Core Ethical Principles in Pediatric Genetics

  • Respect for autonomy: Acknowledging an individual’s right to self-determination, which in pediatrics translates to preserving the child’s right to an open future until they reach decisional capacity.
  • Beneficence: Acting in the best interest of the patient, ensuring genetic testing offers actionable clinical, psychosocial, or reproductive benefits.
  • Non-maleficence: Avoiding psychological harm, such as anxiety or altered family dynamics, and social harm, such as genetic discrimination or stigmatization.
  • Justice: Ensuring fair and equitable access to expensive genetic testing and counseling services across all socioeconomic and ethnic groups. Database biases currently overrepresent European ancestry, exacerbating healthcare inequalities.

Modality-Specific Ethical Considerations

Testing ModalityKey Ethical ConcernsCurrent Recommendations
Diagnostic TestingPossibility of Variants of Uncertain Significance (VUS) and potential lack of a definitive cure.Mandates thorough pre-test counseling regarding uncertainties.
Carrier TestingInfringes on future autonomy to know carrier status; risks parental stigmatization.Defer in asymptomatic minors until reproductive age unless immediate childhood health implications exist.
Predictive Testing (Childhood-Onset)Psychosocial burden on the family.Highly recommended if early intervention reduces morbidity or mortality.
Predictive Testing (Adult-Onset)Violates the child’s right to remain in ignorance; induces severe psychological distress; offers no immediate medical benefit.Strongly discouraged and generally deferred until the child reaches maturity.
Newborn ScreeningBypasses traditional informed consent (opt-out models); debates over scope expansion and residual blood spot retention.Support mandatory offering but respect informed parental refusal.
Pharmacogenomic TestingRisk of incidentally uncovering non-pharmacological disease risks.Acceptable with permission, but broader implications must be discussed prior to testing.

Parental Permission and Child Assent

  • Minors generally lack legal capacity, placing the burden of consent on parents acting as surrogates based on the best interest standard.
  • Developmentally appropriate children (typically aged seven and above) should be involved and provide assent without coercion.
  • Conflicts between adolescent autonomy and parental requests require careful mediation and ethics committee involvement.

Privacy, Confidentiality, and Discrimination

Genetic Discrimination

  • Fear exists that genetic data could be used adversely by health insurers, life insurance providers, or employers.
  • The Genetic Information Nondiscrimination Act (GINA) protects Americans from discrimination in health insurance and employment, but does not extend to life, disability, or long-term care insurance.

The Duty to Warn

  • Diagnosing an inherited condition in a child implies risks for extended family members.
  • Pediatricians face a conflict between maintaining patient confidentiality and warning at-risk relatives.
  • Standard practice empowers parents to share information with relatives using family letters rather than physicians breaching confidentiality.

Secondary Findings, Biobanking, and Direct-to-Consumer Testing

Incidental and Secondary Findings

  • Whole Exome Sequencing (WES) and Whole Genome Sequencing (WGS) often reveal pathogenic variants unrelated to the primary testing indication.
  • Laboratories recommend reporting actionable secondary findings, raising dilemmas over whether parents can opt-out of adult-onset findings for their children.
  • Pre-test counseling is critical to determine parent preferences regarding medically actionable versus non-actionable secondary findings.

Direct-to-Consumer (DTC) Testing

  • Commercial genetic kits marketed directly to the public lack physician intermediaries.
  • Strongly discouraged for minors due to lack of adequate counseling, questionable clinical validity, and privacy risks.

Research and Data Sharing

  • Genomic research relies on large datasets, raising concerns over broad versus specific parental consent for future unspecified research.
  • Ethical obligations exist regarding the duty to re-contact families if a VUS is later reclassified as pathogenic.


*Task directions:* Pictures stay out; print the rest of the listing below exactly as it stands.
=-=-=
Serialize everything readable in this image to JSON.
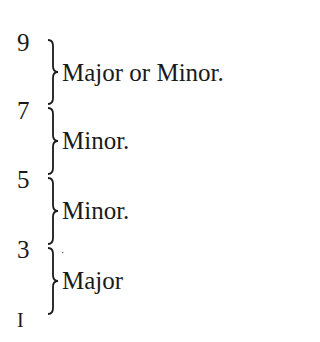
{
  "intervals": [
    {
      "upper": "9",
      "lower": "7",
      "label": "Major or Minor."
    },
    {
      "upper": "7",
      "lower": "5",
      "label": "Minor."
    },
    {
      "upper": "5",
      "lower": "3",
      "label": "Minor."
    },
    {
      "upper": "3",
      "lower": "1",
      "label": "Major"
    }
  ],
  "numbers": [
    "9",
    "7",
    "5",
    "3",
    "I"
  ],
  "stray_mark": "·"
}
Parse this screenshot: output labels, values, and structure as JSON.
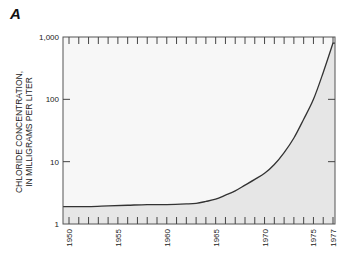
{
  "panel_label": "A",
  "chart_data": {
    "type": "area",
    "title": "",
    "xlabel": "",
    "ylabel_lines": [
      "CHLORIDE CONCENTRATION,",
      "IN MILLIGRAMS PER LITER"
    ],
    "yscale": "log",
    "ylim": [
      1,
      1000
    ],
    "xlim": [
      1950,
      1977
    ],
    "y_ticks": [
      1,
      10,
      100,
      1000
    ],
    "y_tick_labels": [
      "1",
      "10",
      "100",
      "1,000"
    ],
    "x_tick_labels": [
      "1950",
      "1955",
      "1960",
      "1965",
      "1970",
      "1975",
      "1977"
    ],
    "x_tick_values": [
      1950,
      1955,
      1960,
      1965,
      1970,
      1975,
      1977
    ],
    "grid": false,
    "fill_color": "#e6e6e6",
    "line_color": "#333333",
    "x": [
      1950,
      1952,
      1954,
      1956,
      1958,
      1960,
      1962,
      1963,
      1964,
      1965,
      1966,
      1967,
      1968,
      1969,
      1970,
      1971,
      1972,
      1973,
      1974,
      1975,
      1976,
      1977
    ],
    "values": [
      1.9,
      1.9,
      1.95,
      2.0,
      2.05,
      2.05,
      2.1,
      2.15,
      2.3,
      2.5,
      2.9,
      3.4,
      4.2,
      5.2,
      6.5,
      9,
      14,
      24,
      48,
      100,
      270,
      800
    ]
  }
}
=-=-=
*Answer to the problem:*
Serialize everything readable in this image to JSON.
{
  "intervals": [
    {
      "upper": "9",
      "lower": "7",
      "label": "Major or Minor."
    },
    {
      "upper": "7",
      "lower": "5",
      "label": "Minor."
    },
    {
      "upper": "5",
      "lower": "3",
      "label": "Minor."
    },
    {
      "upper": "3",
      "lower": "1",
      "label": "Major"
    }
  ],
  "numbers": [
    "9",
    "7",
    "5",
    "3",
    "I"
  ],
  "stray_mark": "·"
}
Parse this screenshot: output labels, values, and structure as JSON.
{
  "panel_label": "A",
  "chart_data": {
    "type": "area",
    "title": "",
    "xlabel": "",
    "ylabel_lines": [
      "CHLORIDE CONCENTRATION,",
      "IN MILLIGRAMS PER LITER"
    ],
    "yscale": "log",
    "ylim": [
      1,
      1000
    ],
    "xlim": [
      1950,
      1977
    ],
    "y_ticks": [
      1,
      10,
      100,
      1000
    ],
    "y_tick_labels": [
      "1",
      "10",
      "100",
      "1,000"
    ],
    "x_tick_labels": [
      "1950",
      "1955",
      "1960",
      "1965",
      "1970",
      "1975",
      "1977"
    ],
    "x_tick_values": [
      1950,
      1955,
      1960,
      1965,
      1970,
      1975,
      1977
    ],
    "grid": false,
    "fill_color": "#e6e6e6",
    "line_color": "#333333",
    "x": [
      1950,
      1952,
      1954,
      1956,
      1958,
      1960,
      1962,
      1963,
      1964,
      1965,
      1966,
      1967,
      1968,
      1969,
      1970,
      1971,
      1972,
      1973,
      1974,
      1975,
      1976,
      1977
    ],
    "values": [
      1.9,
      1.9,
      1.95,
      2.0,
      2.05,
      2.05,
      2.1,
      2.15,
      2.3,
      2.5,
      2.9,
      3.4,
      4.2,
      5.2,
      6.5,
      9,
      14,
      24,
      48,
      100,
      270,
      800
    ]
  }
}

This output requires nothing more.